*** Block opens ***

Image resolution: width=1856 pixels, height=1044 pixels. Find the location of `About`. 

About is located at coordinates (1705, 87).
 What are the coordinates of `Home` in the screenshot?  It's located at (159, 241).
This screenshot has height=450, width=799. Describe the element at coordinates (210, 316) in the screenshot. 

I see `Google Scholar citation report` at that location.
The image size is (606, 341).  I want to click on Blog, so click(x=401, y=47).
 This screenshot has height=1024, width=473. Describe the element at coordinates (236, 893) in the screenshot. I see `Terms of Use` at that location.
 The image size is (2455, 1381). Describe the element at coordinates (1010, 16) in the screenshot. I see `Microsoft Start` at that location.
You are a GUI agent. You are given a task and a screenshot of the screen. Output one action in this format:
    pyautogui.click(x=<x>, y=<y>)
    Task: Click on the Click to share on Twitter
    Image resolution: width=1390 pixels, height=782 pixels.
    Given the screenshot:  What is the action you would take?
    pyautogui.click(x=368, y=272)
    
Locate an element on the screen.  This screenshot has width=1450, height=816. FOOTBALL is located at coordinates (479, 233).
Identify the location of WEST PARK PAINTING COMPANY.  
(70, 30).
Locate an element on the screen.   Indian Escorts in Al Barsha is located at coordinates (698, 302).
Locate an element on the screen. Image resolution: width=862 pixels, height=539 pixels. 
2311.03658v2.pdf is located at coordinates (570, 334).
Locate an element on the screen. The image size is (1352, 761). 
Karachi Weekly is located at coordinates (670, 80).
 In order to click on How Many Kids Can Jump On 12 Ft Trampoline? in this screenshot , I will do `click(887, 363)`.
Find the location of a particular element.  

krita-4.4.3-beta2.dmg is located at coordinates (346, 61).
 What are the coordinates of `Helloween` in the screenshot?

*** Block closes ***

Work item → The lines above should be duplicated exactly.

Finished exercise →
Image resolution: width=1856 pixels, height=1044 pixels. Find the location of `About`. 

About is located at coordinates (1705, 87).
 What are the coordinates of `Home` in the screenshot?  It's located at (159, 241).
This screenshot has height=450, width=799. Describe the element at coordinates (210, 316) in the screenshot. 

I see `Google Scholar citation report` at that location.
The image size is (606, 341).  I want to click on Blog, so click(x=401, y=47).
 This screenshot has height=1024, width=473. Describe the element at coordinates (236, 893) in the screenshot. I see `Terms of Use` at that location.
 The image size is (2455, 1381). Describe the element at coordinates (1010, 16) in the screenshot. I see `Microsoft Start` at that location.
You are a GUI agent. You are given a task and a screenshot of the screen. Output one action in this format:
    pyautogui.click(x=<x>, y=<y>)
    Task: Click on the Click to share on Twitter
    Image resolution: width=1390 pixels, height=782 pixels.
    Given the screenshot:  What is the action you would take?
    pyautogui.click(x=368, y=272)
    
Locate an element on the screen.  This screenshot has width=1450, height=816. FOOTBALL is located at coordinates (479, 233).
Identify the location of WEST PARK PAINTING COMPANY.  
(70, 30).
Locate an element on the screen.   Indian Escorts in Al Barsha is located at coordinates (698, 302).
Locate an element on the screen. Image resolution: width=862 pixels, height=539 pixels. 
2311.03658v2.pdf is located at coordinates (570, 334).
Locate an element on the screen. The image size is (1352, 761). 
Karachi Weekly is located at coordinates (670, 80).
 In order to click on How Many Kids Can Jump On 12 Ft Trampoline? in this screenshot , I will do `click(887, 363)`.
Find the location of a particular element.  

krita-4.4.3-beta2.dmg is located at coordinates (346, 61).
 What are the coordinates of `Helloween` in the screenshot?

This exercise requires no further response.